Leaper risked a peek through one of the tree-shaped airing holes in the hinged calamander-wood doors. The queen preferred the cold blue light of the lamps, but her king insisted she have whale oil, insisted she burn it, both as a statement of wealth and because the warm, smokeless flame flattered her black skin.
It’s useful for maintaining the clocks, she’d told Leaper last monsoon, and yet today her favourite clock was broken, whale oil or no.
King Icacis’s turned back blocked Leaper’s view.

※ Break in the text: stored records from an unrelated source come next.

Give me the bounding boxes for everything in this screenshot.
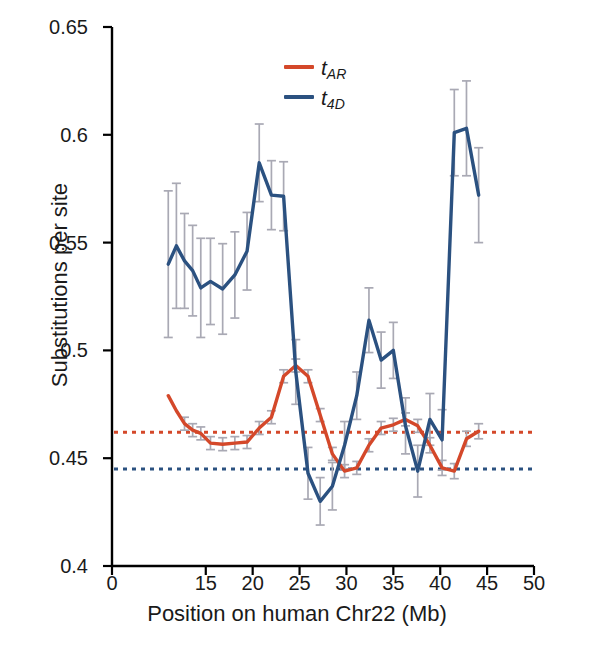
plot-area bbox=[0, 0, 594, 661]
t_AR-line bbox=[168, 365, 478, 471]
chart-figure: Substitutions per site Position on human… bbox=[0, 0, 594, 661]
axis-spines bbox=[112, 27, 534, 566]
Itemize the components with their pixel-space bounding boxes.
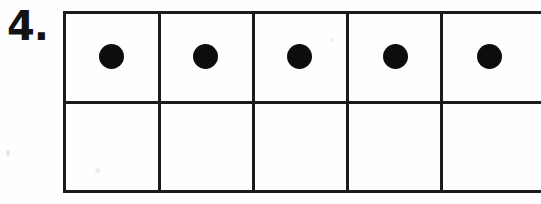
ten-frame-top-row xyxy=(63,11,541,102)
grid-divider-vertical-3 xyxy=(346,11,349,193)
ten-frame-cell-4[interactable] xyxy=(345,11,439,102)
counter-dot-icon xyxy=(287,44,312,69)
scan-artifact xyxy=(95,168,100,173)
scan-artifact xyxy=(6,150,10,156)
ten-frame-cell-8[interactable] xyxy=(251,102,345,193)
ten-frame-cell-10[interactable] xyxy=(439,102,541,193)
grid-divider-vertical-2 xyxy=(252,11,255,193)
grid-divider-middle xyxy=(63,101,541,104)
counter-dot-icon xyxy=(477,44,502,69)
grid-border-bottom xyxy=(63,190,541,193)
counter-dot-icon xyxy=(193,44,218,69)
ten-frame-cell-3[interactable] xyxy=(251,11,345,102)
ten-frame-cell-7[interactable] xyxy=(157,102,251,193)
ten-frame-cell-5[interactable] xyxy=(439,11,541,102)
ten-frame-bottom-row xyxy=(63,102,541,193)
ten-frame-cell-2[interactable] xyxy=(157,11,251,102)
grid-border-left xyxy=(63,11,66,193)
grid-border-top xyxy=(63,11,541,14)
scan-artifact xyxy=(330,38,334,42)
grid-divider-vertical-1 xyxy=(158,11,161,193)
ten-frame-cell-9[interactable] xyxy=(345,102,439,193)
grid-divider-vertical-4 xyxy=(440,11,443,193)
ten-frame-cell-6[interactable] xyxy=(63,102,157,193)
ten-frame-cell-1[interactable] xyxy=(63,11,157,102)
ten-frame-grid xyxy=(63,11,541,193)
problem-number-label: 4. xyxy=(7,3,59,49)
counter-dot-icon xyxy=(383,44,408,69)
counter-dot-icon xyxy=(99,44,124,69)
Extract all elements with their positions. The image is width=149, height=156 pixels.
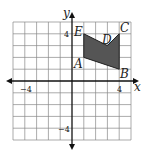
y-tick-4: 4	[64, 30, 69, 39]
y-axis-label: y	[62, 6, 70, 20]
vertex-label-B: B	[119, 67, 129, 81]
vertex-label-A: A	[73, 57, 83, 71]
x-axis-arrow-left-icon	[6, 78, 12, 84]
vertex-label-E: E	[73, 25, 83, 39]
y-axis-arrow-up-icon	[69, 12, 75, 18]
x-tick-neg4: −4	[20, 85, 32, 94]
coordinate-plane: x y −4 4 4 −4 E D C B A	[0, 0, 149, 156]
x-axis-label: x	[134, 80, 141, 94]
y-tick-neg4: −4	[58, 125, 70, 134]
x-tick-4: 4	[117, 85, 122, 94]
vertex-label-C: C	[120, 21, 129, 35]
vertex-label-D: D	[101, 33, 112, 47]
y-axis-arrow-down-icon	[69, 144, 75, 150]
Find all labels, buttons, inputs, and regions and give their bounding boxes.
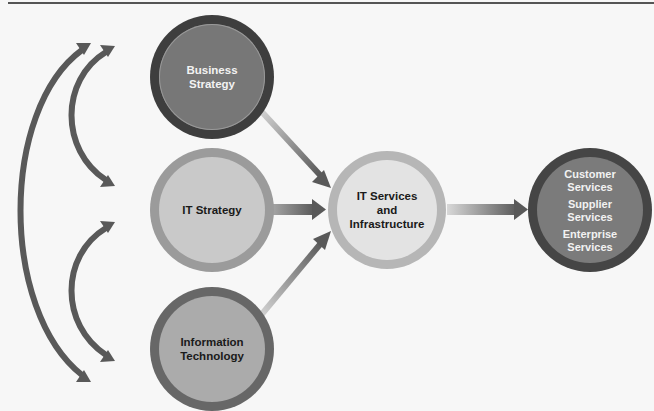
label-infrastructure: Infrastructure xyxy=(350,217,425,231)
node-it-strategy: IT Strategy xyxy=(150,148,274,272)
label-business: Business xyxy=(186,63,237,77)
label-information: Information xyxy=(180,335,243,349)
label-strategy: Strategy xyxy=(189,77,235,91)
node-information-technology: Information Technology xyxy=(150,287,274,411)
label-it-services: IT Services xyxy=(357,189,418,203)
arc-it-strategy-information-technology xyxy=(72,221,116,362)
arrow-information-technology-to-it-services xyxy=(262,231,331,314)
arrow-business-to-it-services xyxy=(262,112,331,188)
label-and: and xyxy=(377,203,397,217)
group-supplier-services: Supplier Services xyxy=(567,197,612,224)
node-it-services-infrastructure: IT Services and Infrastructure xyxy=(328,151,446,269)
label-supplier-services: Services xyxy=(567,211,612,223)
label-supplier: Supplier xyxy=(567,198,612,210)
arc-business-it-strategy xyxy=(72,45,116,187)
label-enterprise: Enterprise xyxy=(563,228,617,240)
arrow-it-services-to-services xyxy=(447,199,528,220)
node-business-strategy: Business Strategy xyxy=(150,15,274,139)
label-customer: Customer xyxy=(564,168,615,180)
node-services: Customer Services Supplier Services Ente… xyxy=(528,148,652,272)
label-it-strategy: IT Strategy xyxy=(182,203,241,217)
label-customer-services: Services xyxy=(564,181,615,193)
label-technology: Technology xyxy=(180,349,244,363)
group-customer-services: Customer Services xyxy=(564,167,615,194)
label-enterprise-services: Services xyxy=(563,241,617,253)
group-enterprise-services: Enterprise Services xyxy=(563,227,617,254)
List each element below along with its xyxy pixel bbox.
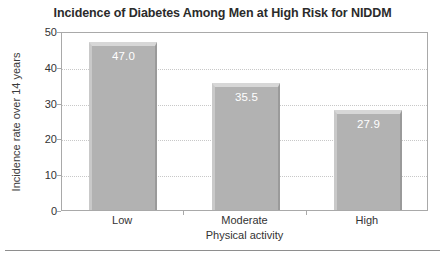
y-axis-tick-label: 20	[27, 133, 57, 145]
bar-low: 47.0	[89, 42, 157, 210]
bar-chart-figure: Incidence of Diabetes Among Men at High …	[0, 0, 445, 260]
chart-title: Incidence of Diabetes Among Men at High …	[0, 6, 445, 20]
y-axis-tick-label: 0	[27, 205, 57, 217]
y-axis-title-container: Incidence rate over 14 years	[6, 32, 26, 212]
bar-value-label: 47.0	[92, 50, 155, 62]
y-axis-tick-label: 30	[27, 98, 57, 110]
y-axis-tick-label: 10	[27, 169, 57, 181]
bar-value-label: 27.9	[337, 118, 400, 130]
bar-high: 27.9	[334, 110, 402, 210]
y-axis-title: Incidence rate over 14 years	[10, 53, 22, 192]
x-axis-title: Physical activity	[61, 229, 428, 241]
x-axis-category-label: High	[306, 214, 428, 226]
bar-moderate: 35.5	[212, 83, 280, 210]
y-axis-tick-label: 50	[27, 26, 57, 38]
y-axis-tick-mark	[57, 68, 61, 69]
y-axis-tick-mark	[57, 175, 61, 176]
x-axis-category-label: Low	[61, 214, 183, 226]
bar-value-label: 35.5	[215, 91, 278, 103]
bottom-divider	[5, 250, 440, 251]
y-axis-tick-mark	[57, 139, 61, 140]
y-axis-tick-mark	[57, 104, 61, 105]
x-axis-category-label: Moderate	[183, 214, 305, 226]
y-axis-tick-mark	[57, 32, 61, 33]
y-axis-tick-mark	[57, 211, 61, 212]
plot-area: 47.035.527.9	[61, 32, 428, 211]
y-axis-tick-labels: 01020304050	[25, 32, 57, 211]
y-axis-tick-label: 40	[27, 62, 57, 74]
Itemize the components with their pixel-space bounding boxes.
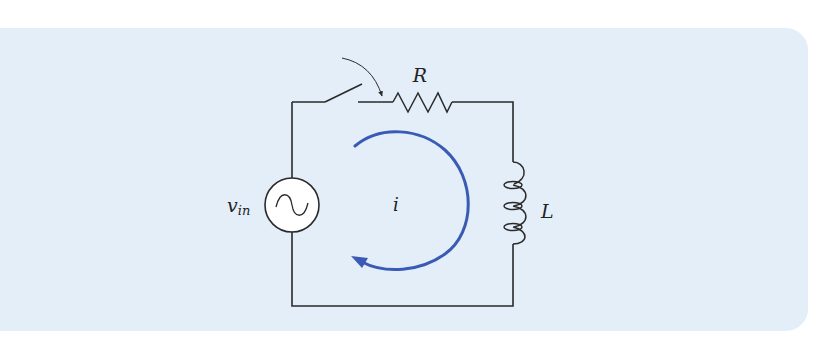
ac-source-icon (265, 178, 319, 232)
current-arrow-icon (351, 132, 468, 270)
current-label: i (393, 194, 399, 215)
circuit-diagram: R L vin i (0, 0, 826, 347)
inductor-label: L (540, 200, 554, 222)
resistor-label: R (412, 64, 427, 86)
resistor-icon (393, 93, 452, 112)
inductor-icon (504, 162, 526, 244)
switch-icon (325, 84, 362, 102)
source-label: vin (227, 194, 250, 218)
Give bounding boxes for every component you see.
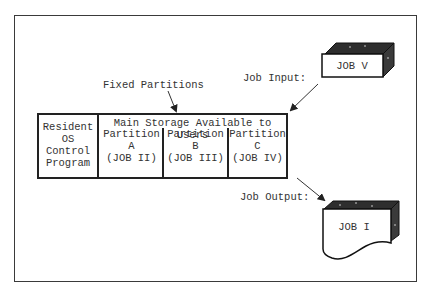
fixed-partitions-label: Fixed Partitions	[103, 79, 204, 91]
job-input-arrow	[291, 84, 318, 110]
resident-os-cell: Resident OS Control Program	[39, 115, 99, 177]
partition-c-cell: Partition C (JOB IV)	[229, 128, 286, 177]
partition-b-cell: Partition B (JOB III)	[164, 128, 229, 177]
partition-a-cell: Partition A (JOB II)	[101, 128, 164, 177]
memory-partition-table: Resident OS Control Program Main Storage…	[37, 113, 288, 179]
job-input-label: Job Input:	[243, 72, 306, 84]
output-job-printout-icon: JOB I	[323, 201, 399, 259]
output-job-label: JOB I	[338, 221, 370, 233]
job-output-label: Job Output:	[240, 191, 309, 203]
input-job-label: JOB V	[336, 60, 368, 72]
fixed-partitions-arrow	[168, 91, 176, 111]
input-job-deck-icon: JOB V	[322, 43, 394, 77]
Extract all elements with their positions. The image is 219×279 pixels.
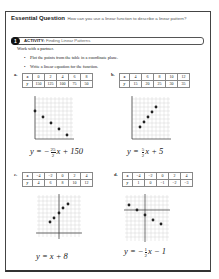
problem-b-table: x4681012 y1520253035 [119, 73, 190, 88]
cell: −4 [33, 173, 45, 180]
cell: −2 [169, 180, 181, 187]
cell: −4 [133, 173, 145, 180]
problem-d-table: x−4−2024 y10−1−2−3 [122, 172, 193, 187]
problem-b-equation: y = 52x + 5 [127, 146, 163, 158]
cell: 8 [57, 180, 69, 187]
cell: 4 [33, 180, 45, 187]
x-header: x [23, 173, 33, 180]
cell: −3 [181, 180, 193, 187]
cell: 12 [178, 74, 190, 81]
essential-question-text: How can you use a linear function to des… [67, 16, 186, 21]
cell: 0 [57, 173, 69, 180]
cell: 2 [45, 74, 57, 81]
problem-a-graph [30, 95, 75, 145]
problem-b-label: b. [111, 72, 115, 77]
problem-a-label: a. [14, 72, 17, 77]
cell: 2 [69, 173, 81, 180]
problem-c-graph [35, 193, 83, 243]
cell: 8 [81, 74, 93, 81]
cell: 30 [166, 81, 178, 88]
cell: −1 [157, 180, 169, 187]
y-header: y [120, 81, 130, 88]
cell: 6 [69, 74, 81, 81]
cell: 4 [181, 173, 193, 180]
problem-a-equation: y = −252x + 150 [30, 146, 83, 158]
cell: 100 [57, 81, 69, 88]
cell: 125 [45, 81, 57, 88]
cell: 10 [69, 180, 81, 187]
cell: −2 [45, 173, 57, 180]
x-header: x [23, 74, 33, 81]
essential-question-title: Essential Question [11, 15, 65, 21]
instruction-bullet: Plot the points from the table in a coor… [30, 55, 118, 60]
cell: 10 [166, 74, 178, 81]
cell: 25 [154, 81, 166, 88]
cell: 0 [33, 74, 45, 81]
cell: 1 [133, 180, 145, 187]
cell: 15 [130, 81, 142, 88]
cell: 150 [33, 81, 45, 88]
instructions-intro: Work with a partner. [17, 46, 54, 51]
cell: 8 [154, 74, 166, 81]
x-header: x [120, 74, 130, 81]
cell: 0 [145, 180, 157, 187]
cell: 6 [142, 74, 154, 81]
activity-number: 1 [11, 37, 20, 45]
cell: 4 [81, 173, 93, 180]
cell: 35 [178, 81, 190, 88]
cell: −2 [145, 173, 157, 180]
problem-c-equation: y = x + 8 [36, 251, 68, 261]
problem-d-graph [123, 193, 171, 243]
problem-c-table: x−4−2024 y4681012 [22, 172, 93, 187]
cell: 12 [81, 180, 93, 187]
cell: 50 [81, 81, 93, 88]
essential-question: Essential Question How can you use a lin… [11, 15, 201, 22]
activity-title: Finding Linear Patterns [46, 38, 90, 43]
problem-d-label: d. [114, 172, 118, 177]
cell: 0 [157, 173, 169, 180]
cell: 6 [45, 180, 57, 187]
problem-d-equation: y = −12x − 1 [124, 246, 166, 258]
cell: 4 [130, 74, 142, 81]
x-header: x [123, 173, 133, 180]
problem-b-graph [127, 95, 172, 145]
instruction-bullet: Write a linear equation for the function… [30, 64, 98, 69]
y-header: y [123, 180, 133, 187]
problem-a-table: x02468 y1501251007550 [22, 73, 93, 88]
y-header: y [23, 81, 33, 88]
y-header: y [23, 180, 33, 187]
activity-label: ACTIVITY: [24, 38, 45, 43]
cell: 4 [57, 74, 69, 81]
activity-banner: 1 ACTIVITY: Finding Linear Patterns [11, 37, 204, 45]
cell: 75 [69, 81, 81, 88]
cell: 2 [169, 173, 181, 180]
problem-c-label: c. [14, 172, 17, 177]
cell: 20 [142, 81, 154, 88]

The king, wrapped in silver-embroidered crimson, fancied shaving his greying head, followed by a charcoal-powdering of the stubble; skin rolls at the back of his thick neck made Leaper think of a shaved tapir.
“Aren’t we getting too old for toys?” Icacis rumbled.
And yet she loves him, Leaper thought.
“Give it back, please, Icacis.” Her measured voice made Leaper’s heart jerk like a leashed gibbon, but the king was already raising his voice, speaking over her.
“Don’t pull on it, woman. Let me look at it. If it means so much to you, let me fix it. Look, that spring is broken in half. A simple matter!” There came a clatter as he set it down on the side table. “In the meantime, I’ll have the slaves wind the clock twice a day instead of once. You see? You’ve been crying over nothing.”
Leaper clapped both hands over his mouth to keep the ugly laughter inside. Ilik’s voice came again, sounding tired and patient.
“I wish you hadn’t asked the slaves to wind it in the first place. Overwinding broke the spring.”
The king’s remorse was immediate.
“It seemed like a way to free you of a chore. I wanted to make things easier for you. That’s all I ever want.”
“I know.” She sounded helpless in the face of his solicitude, w
hich made Leaper furious with both of them. She wasn’t helpless. Why pretend?
Leaper fumed some more while Icacis rained kisses on his wife.
Get on with it! Off you go!
As usual, he waited for a slow count of one hundred after the king had departed. Then, a deep breath, another peek to make sure the queen wasn’t in danger of being caught by the swinging doors, and he pushed hard against them.
“Twice a day!” he exclaimed, unable to contain his disdain.
He spoke to her in the language of the Crocodile-Riders. It was their secret language. He’d taught it to her, a few words at a time, beginning with their first meeting a decade ago when, partway through returning her pocket-clock, he’d been seized by the aftereffects of the translation bone he’d swallowed. It had tasted like dirt, that sliver of stolen bone from Floor. A dozen different tongues had come bursting into his throat, and Leaper had needed to share them with somebody or choke. It had made for a memorable visit.
Ilik turned reluctantly from the clock. She was short and plump with a perfect bottom and pert breasts. When she smiled, one endearingly crooked tooth parted the pronounced bow of her lips before the others did. His heart jerked again. She was self-conscious about that smile and rarely shared it; certainly he’d never seen it in the early days when he was Aforis’s pupil and she was a distant, jewelled thunderhead gazing serenely over a green, glass-floored royal audience chamber.
Older than Leaper, she was not as old as the king. Her grey hairs went unnoticed in the magnificent tower of her royal coiffure. Grey stormbird feathers and strings of silver and diamond alternated with her long thin braids to form a glittering, open-throated flower shape, flowing up and back from the crown of her head.
She kissed him. Gave him a warning look, which he ignored. He went straight to the clock, turning it over, cradling it along his forearm. A tree shape of green soapstone fronted the case. Slippery-smooth branches disguised the wooden cage where the mechanism was mounted.